BugForge: Constructing and Utilizing DBMS Bug Repository to Enhance DBMS Testing
Dawei Li, Qifan Liu, Yuxiao Guo, Jie Liang, Zhiyong Wu, Chi Zhang, Jingzhou Fu, Haogang Mao, Zhenyu Guan, Yu Jiang

TL;DR
BugForge is a framework that constructs standardized DBMS bug repositories from diverse reports and uses them to generate high-quality test cases, improving automated testing and bug discovery in database systems.
Contribution
It introduces a novel approach to build and leverage unified bug repositories for DBMS testing, including techniques for syntax-aware processing and semantic-guided test case refinement.
Findings
Constructed a repository with 37,632 bug reports across four DBMSs.
Uncovered 35 previously unknown bugs, with 22 confirmed by developers.

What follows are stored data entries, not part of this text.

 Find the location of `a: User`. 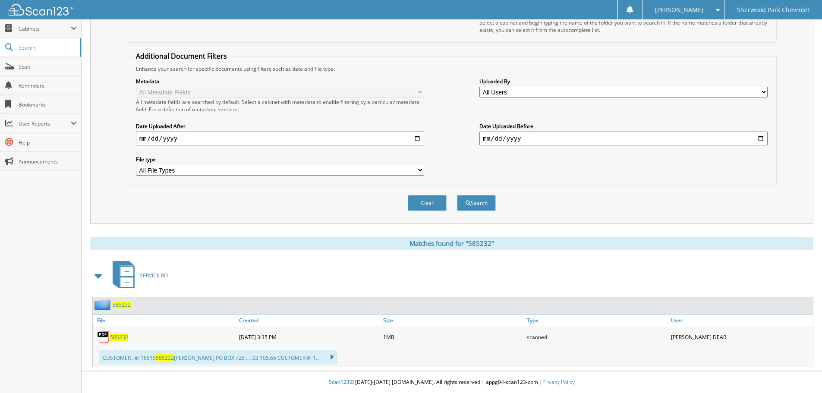

a: User is located at coordinates (741, 320).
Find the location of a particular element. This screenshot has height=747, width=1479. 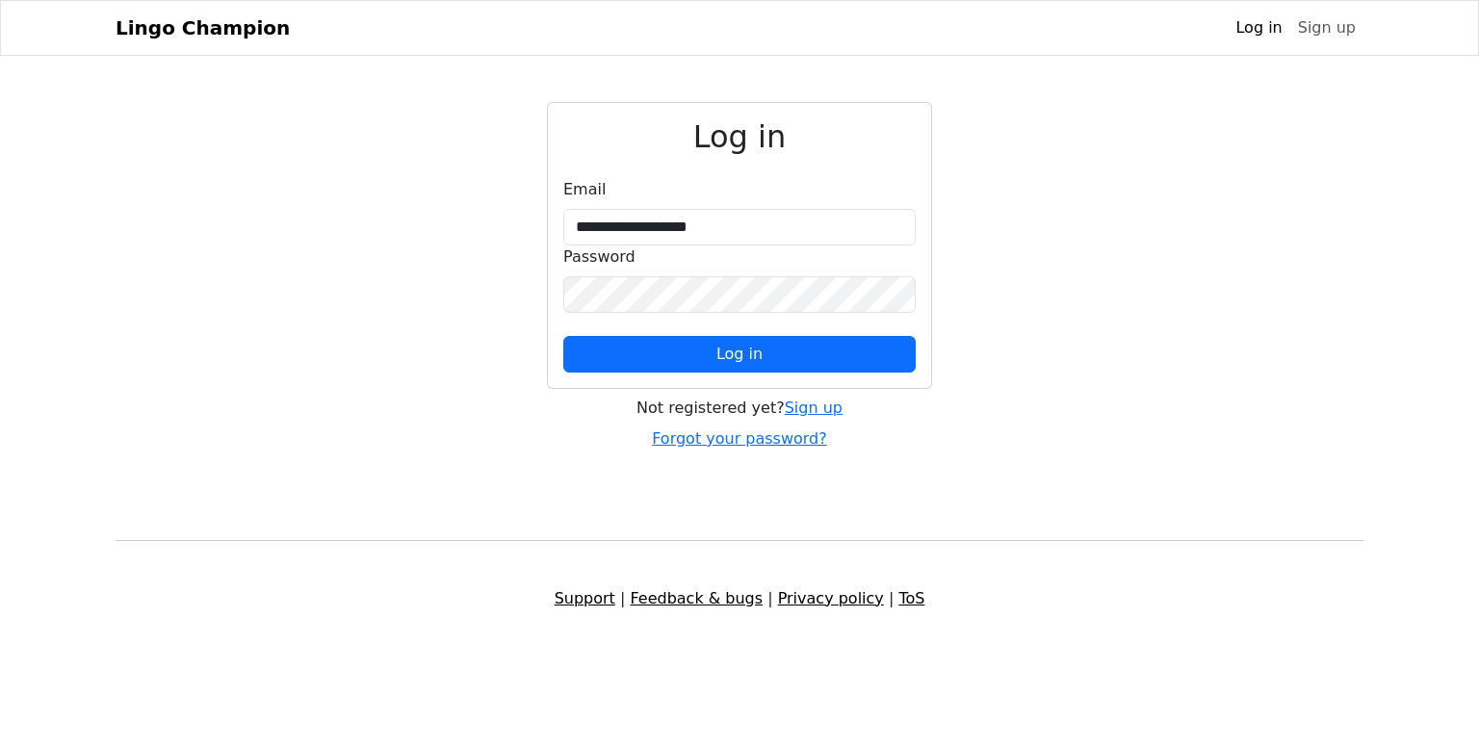

a: Lingo Champion is located at coordinates (202, 28).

Enhanced DBMS testing methods like fuzzing and regression testing using the repository.
Abstract
DBMSs are complex systems prone to bugs that may lead to system failures or compromise data integrity. Establishing unified DBMS bug repositories is crucial for systematically organizing bug-related data, enabling code improvement, and supporting automated testing. In particular, bug reports often contain valuable test inputs and bug-triggering clues that help explore rare execution paths and expose critical buggy behavior, thereby guiding automated DBMS testing. However, the heterogeneity of bug reports, along with their incomplete or inaccurate content, makes it challenging to build unified repositories and convert them into high-quality test cases. In this paper, we propose BugForge, a framework that constructs standardized DBMS bug repositories and leverages them to generate high-quality test cases to enhance DBMS testing. Specifically, BugForge progressively collects bug reports,…
Peer Reviews
No public reviews on file for this paper yet. If you reviewed it on a platform where reviews are public (OpenReview, ICLR, NeurIPS, ICML), you can paste yours below so the community can read it here.
Videos
No videos yet. Explain this paper in a talk, walkthrough, or lecture? Add one.